Data entries:

..............................

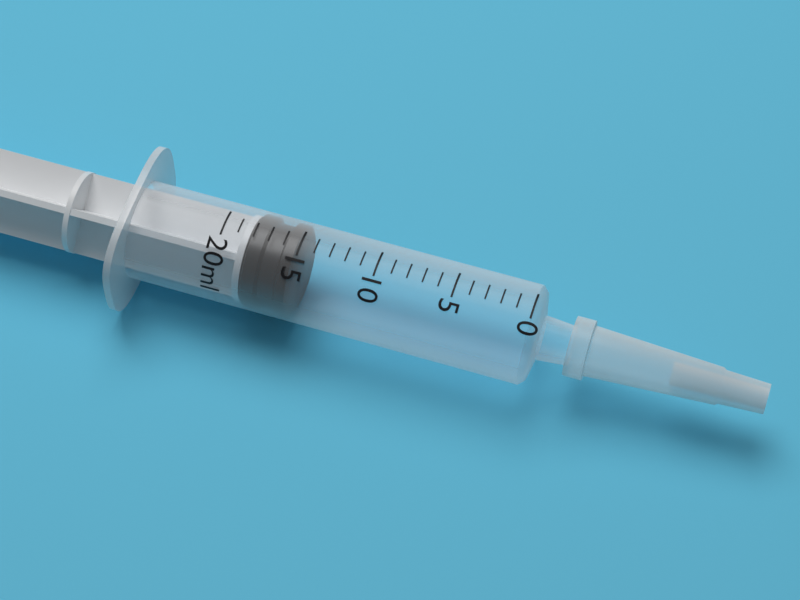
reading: 15 ml
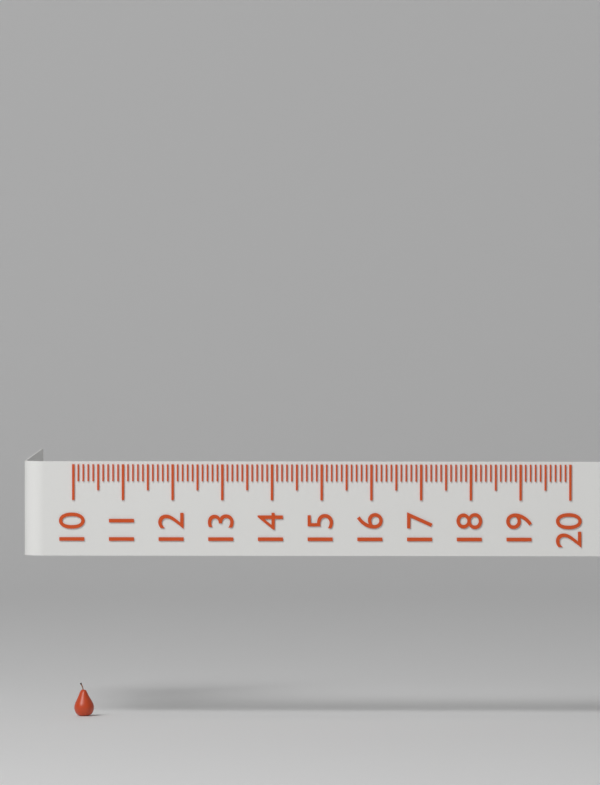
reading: 10.4 (no unit)
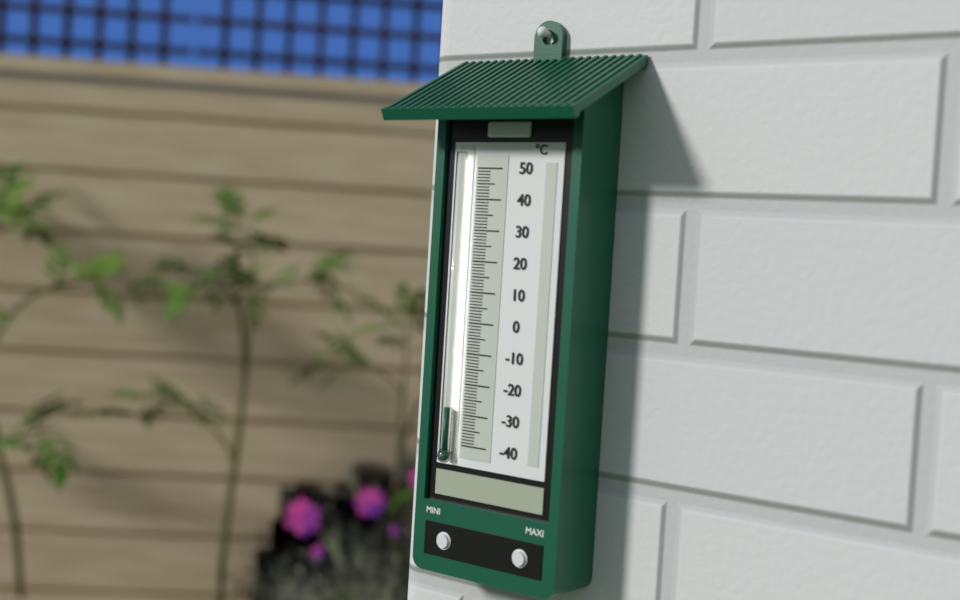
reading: -28 °C
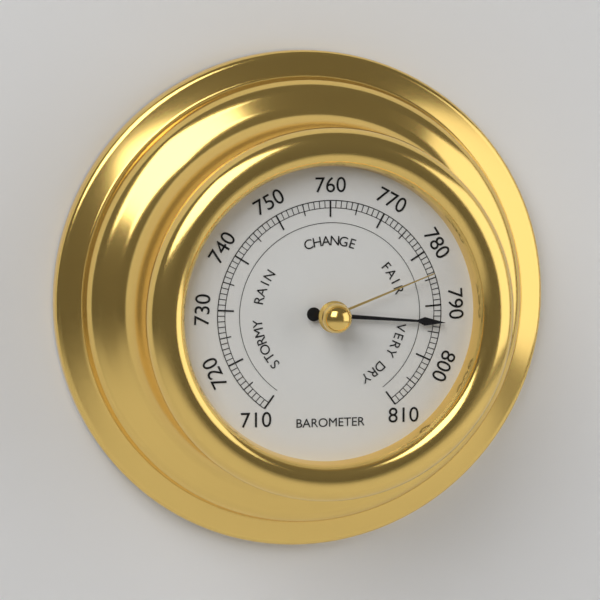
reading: 793 (no unit)
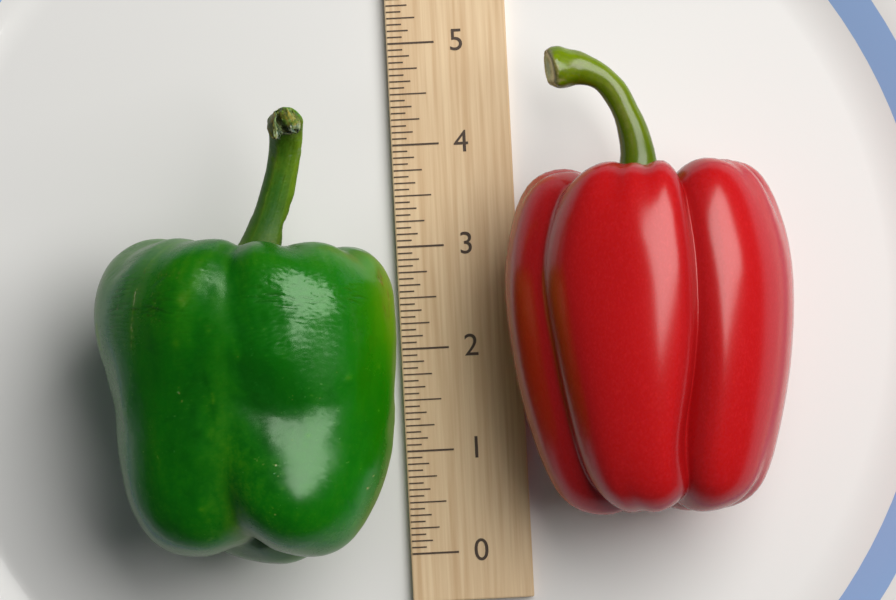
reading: 4.2500 (no unit)
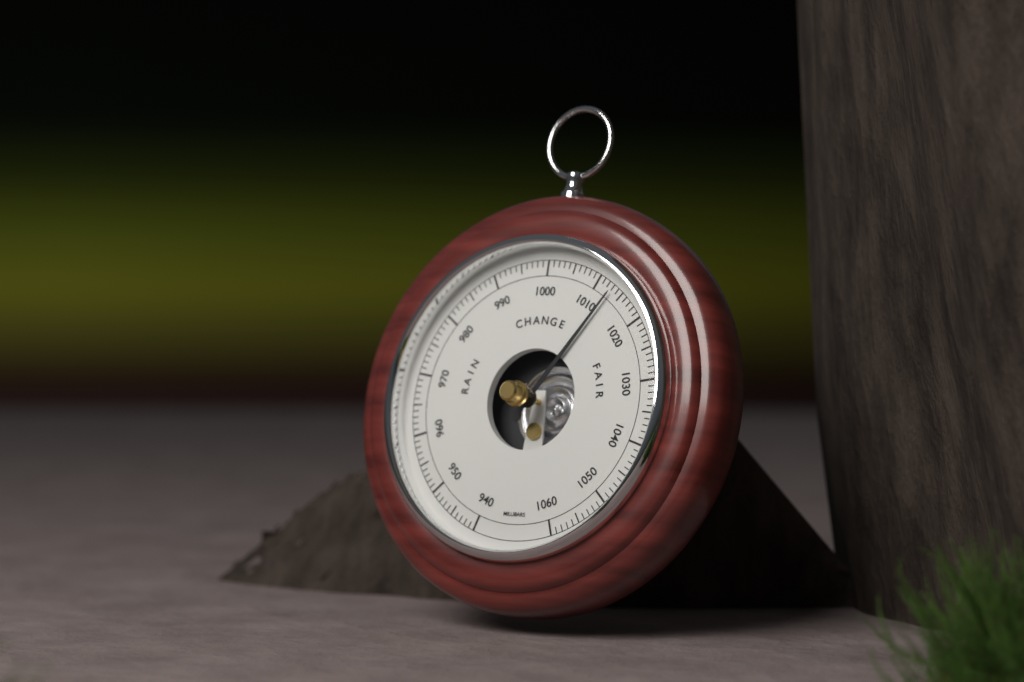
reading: 1013 mbar
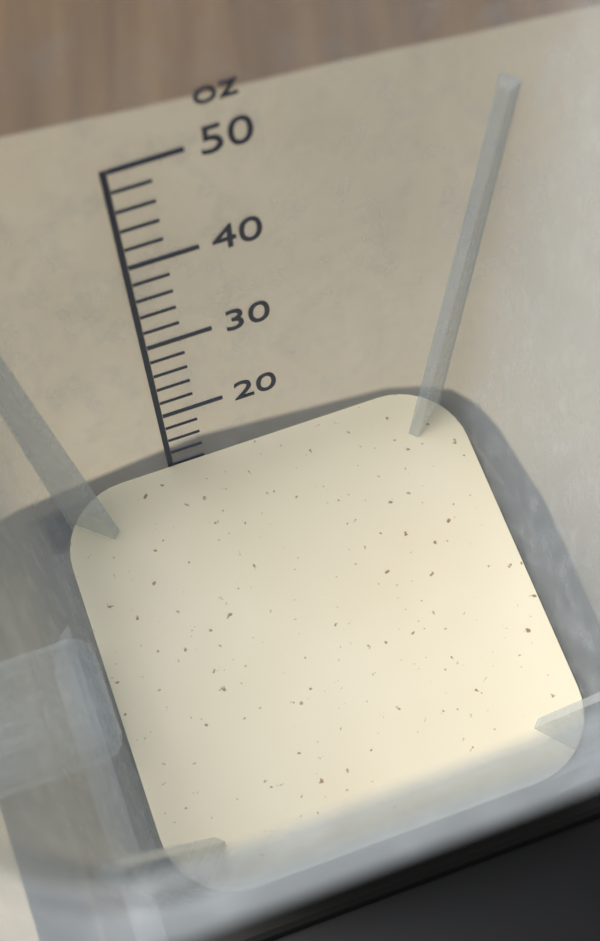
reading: 12 oz
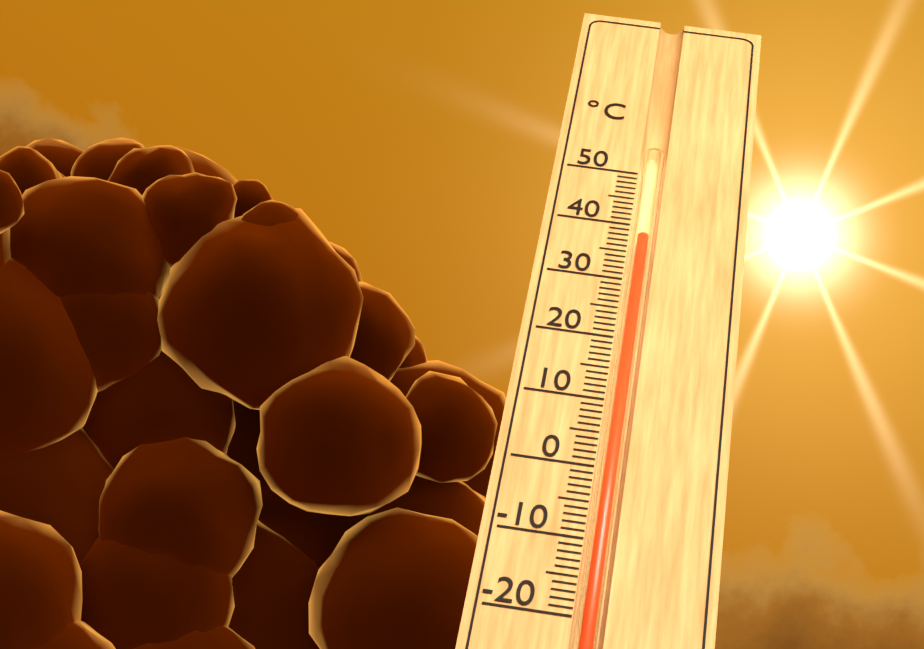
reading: 38 °C
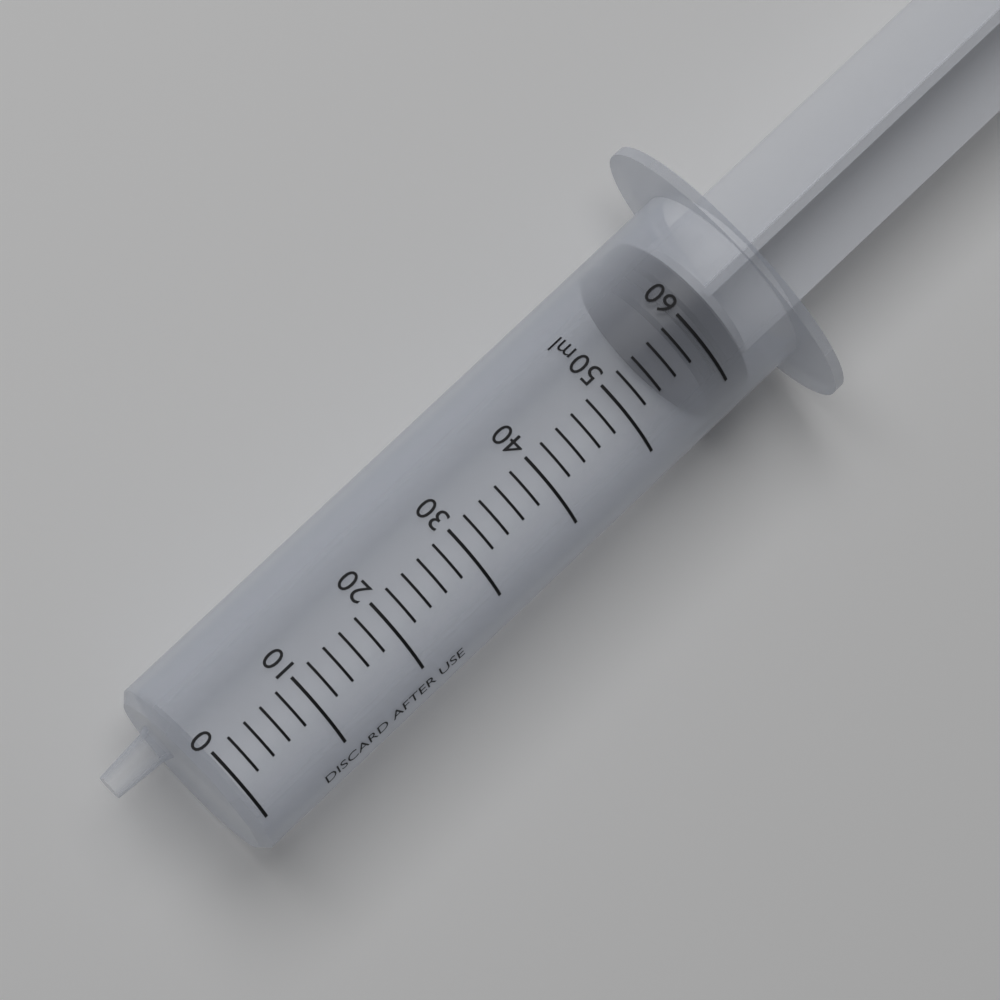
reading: 58 ml
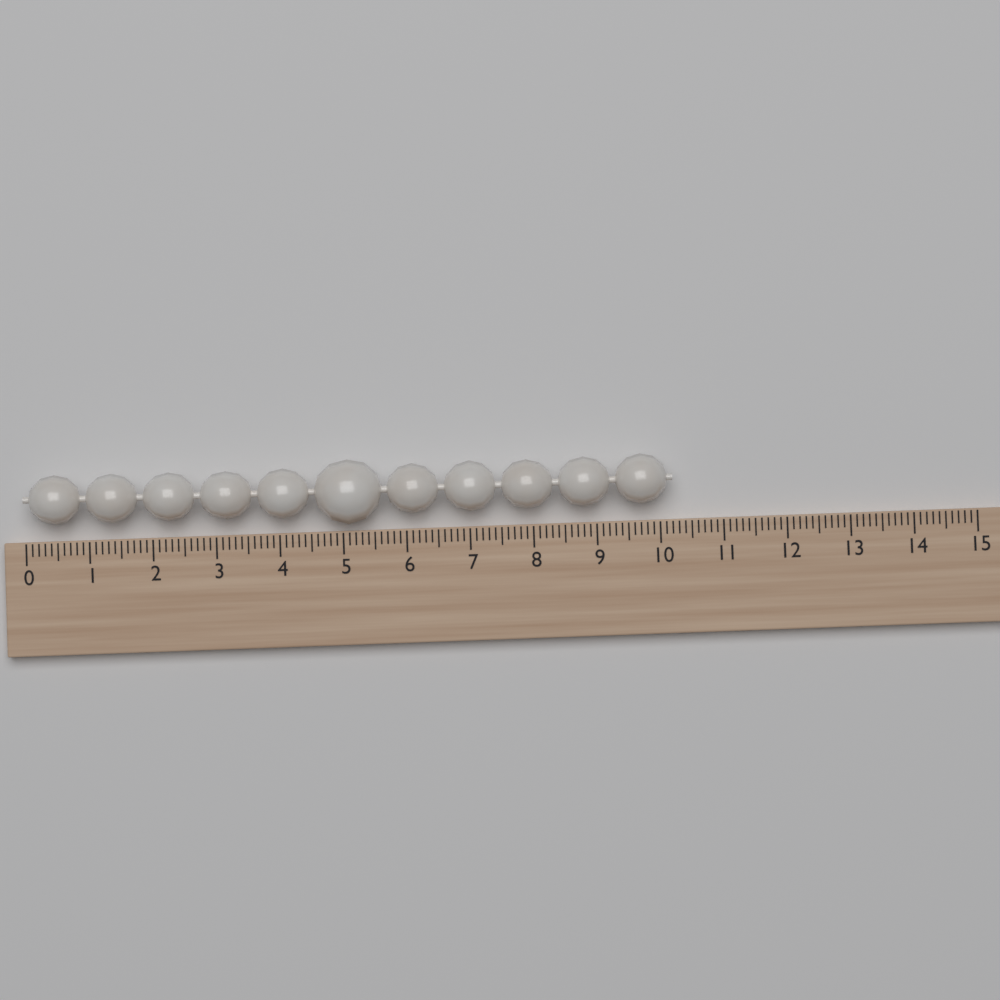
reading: 10.2 (no unit)
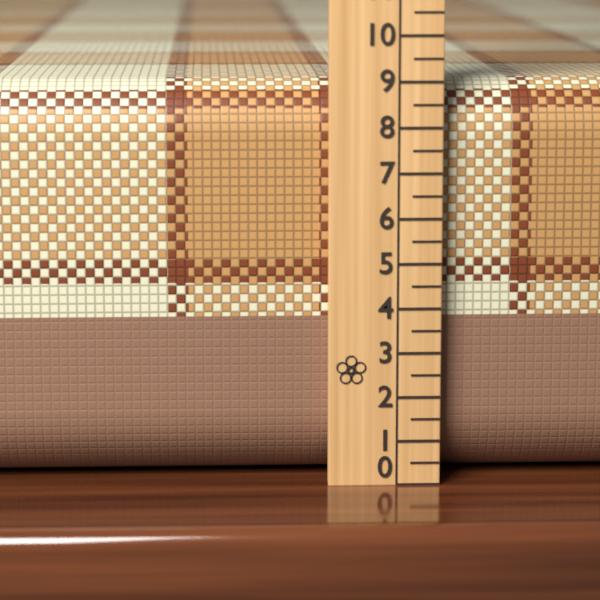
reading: 9.0 (no unit)
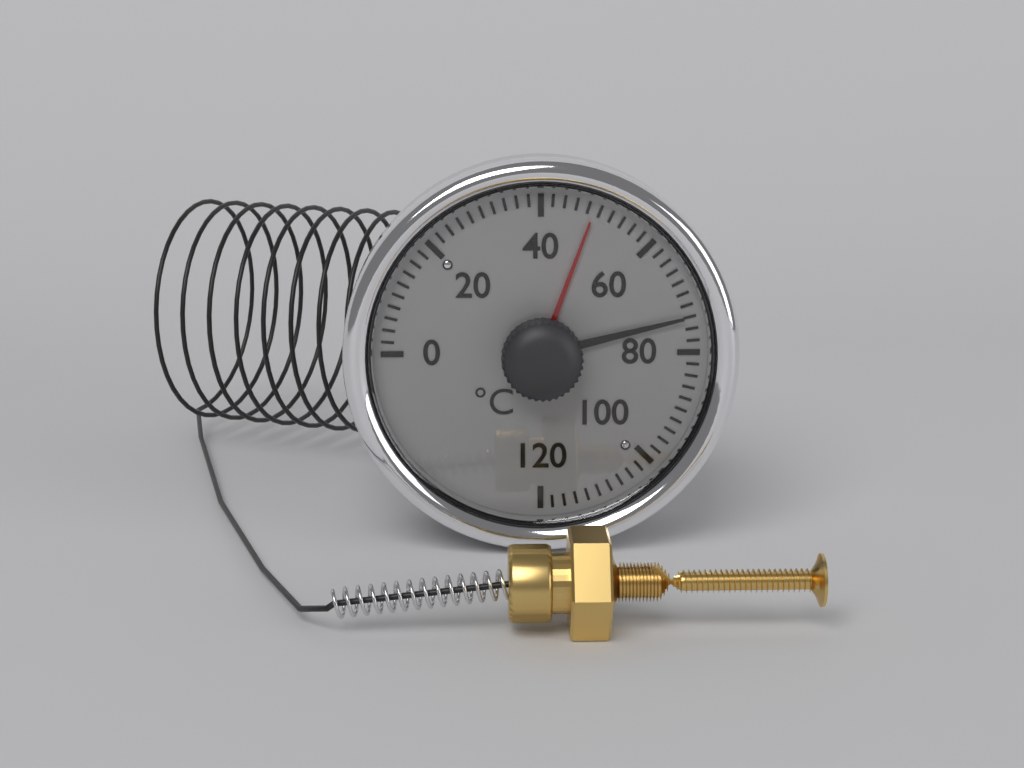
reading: 74 °C
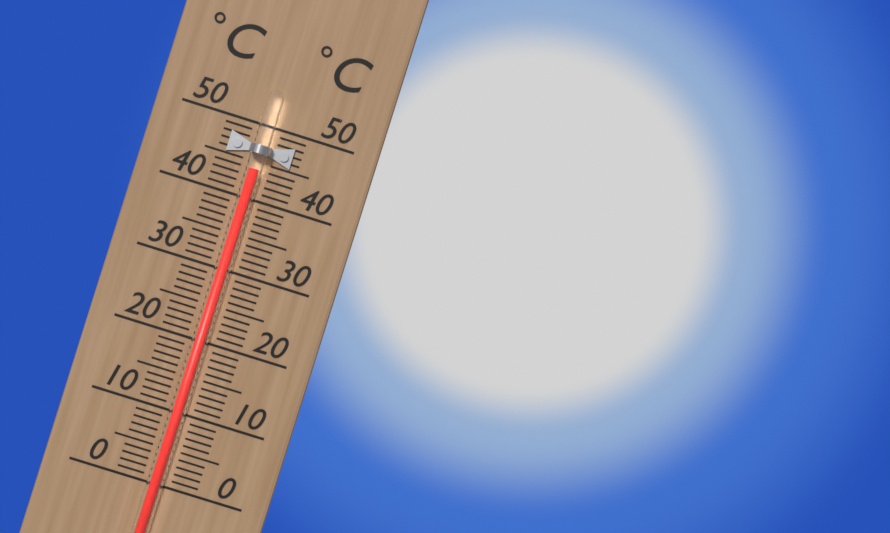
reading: 44 °C
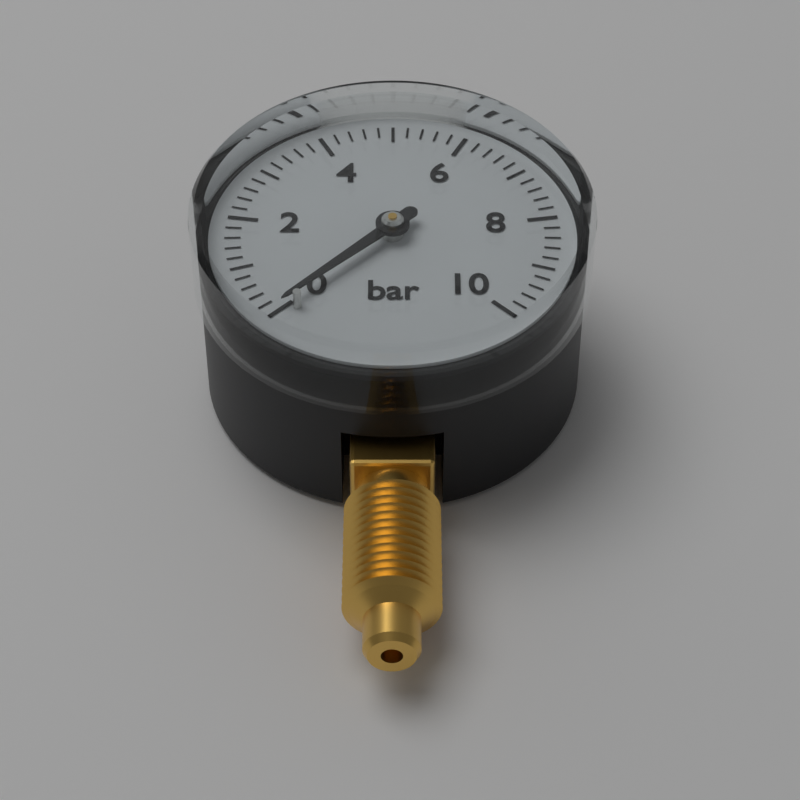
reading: 0.0 bar
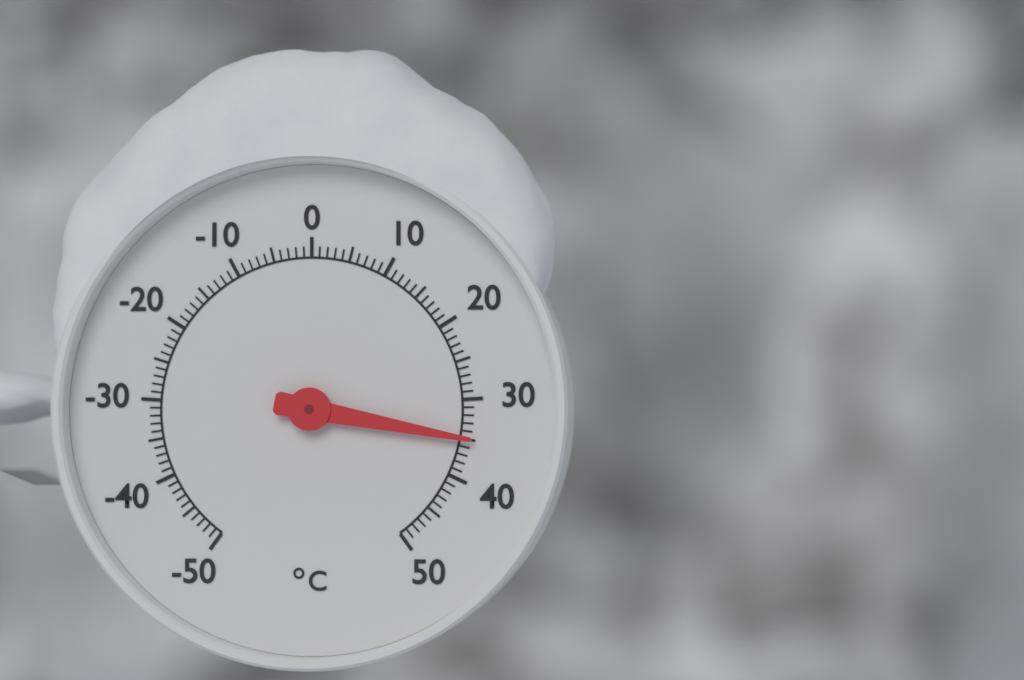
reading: 35 °C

..............................

▶ **What to do**
Emit the lines of the data above from the one containing "reading: 4.2500 (no unit)" through its final line, both endpoints included. Pictures do not belong in the output.

▶ **Written reply**
reading: 4.2500 (no unit)
reading: 1013 mbar
reading: 12 oz
reading: 38 °C
reading: 58 ml
reading: 10.2 (no unit)
reading: 9.0 (no unit)
reading: 74 °C
reading: 44 °C
reading: 0.0 bar
reading: 35 °C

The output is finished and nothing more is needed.